Part of the concern about passenger relationships within MaaS relates to the idea of trust in mobility ecosystems. With operators being the face of public transport, the webinar panel explained that the question of who takes what role in MaaS is crucial to solve.

Who owns this relationship with the passengers? Who owns the app interface that the passenger interacts with?

Issues, such as the impact of weather on services, need to be communicated efficiently; for a user making a journey across multiple modes of transport, each mode will experience different impacts from the weather, or the user’s willingness to use a certain mode due to adverse weather will change. These kinds of communications about journey disruption must become a key part of MaaS in order to build user trust in the mobility packages they’re using.

Who owns this relationship with the passengers? Who owns the app interface that the passenger interacts with?

The webinar panellists explained how important it is for stakeholders and passengers alike that the same assurances exist in MaaS as when owning a car. Knowledge of how to resolve problems, find necessary alternatives, and access MaaS in unknown territories, must exist.

However, it’s not only a case of trust between user and mobility provider; trust must also exist between the different mobility stakeholders. Without common understanding of regulation, ownership and individual responsibilities, MaaS will not succeed.

3. The needs of communities

Scooters

MTR’s Oliver Bratton stated that people generally have a vision of what a city should be. However, the development of cities in the past few decades cannot be considered predictable, so implementing MaaS systems that assume future needs is not a viable approach. “There is an assumption that we know what is right for a city. In practice, modes only solve problems for a short period of time,” Bratton explained. Moreover, in MaaS, we are trying to get ahead of something that we do not have currently, or that there are few working examples of; a network, or multiple joined-up networks, of fully-integrated mobility services. This not only makes it futile to predict the needs of tomorrow’s cities, but also difficult to develop both future technology requirements and business models that would need to support them.

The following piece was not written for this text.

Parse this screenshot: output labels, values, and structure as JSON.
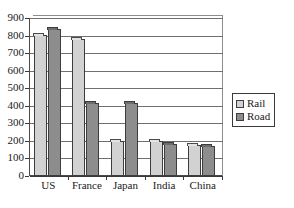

When it comes to the infrastructure requirements needed to support tomorrow’s MaaS systems, the panel noted that multimodal mobility hubs require precise planning, because approval, construction and implementation duration could outdate the needs of that community.

The wants and the needs of a community are two different concepts, and MaaS regulation, or deregulation for that matter, depends on cultural needs, and an appropriate balance, as Dr. Caroline Fabianski, Senior Expert, Governance and Policies, UITP, pointed out.

4. Data management

data management

Customers want to know that their information is protected; during the webinar, EMTA’s Thomas Geier outlined how newer mobility systems run on existing physical infrastructure, and as systems become smarter and more digitalised, accessibility to data must become more refined.

Will it be possible in the near future for users who choose to withhold their data, or unbanked users, to take full advantage of new mobility options?

The concept of tapping in and tapping out provides a dataset that can enable operators and authorities to track trends and relay information about congestion or service popularity, but is doing so an invasion of privacy?

At the same time, will it be possible in the near future for users who choose to withhold their data, or unbanked users, to take full advantage of new mobility options?

5. Addressing the skills shortage

Railway engineer

The skills required for the digitalisation of today’s urban transport can currently be considered lacking. Traditionally, the public transport industry and the advanced technology that our future networks require do not coincide, and integrated education is considered key for the future of MaaS to develop. In this process, balance is a necessity; a railway engineer may not possess the knowledge of the digital systems that will be implemented on a railway, and vice versa for those developing the system.

The skills shortage is not easy to fix because technology, databases, and levels of integration, are evolving so quickly, and the skills need to evolve with them.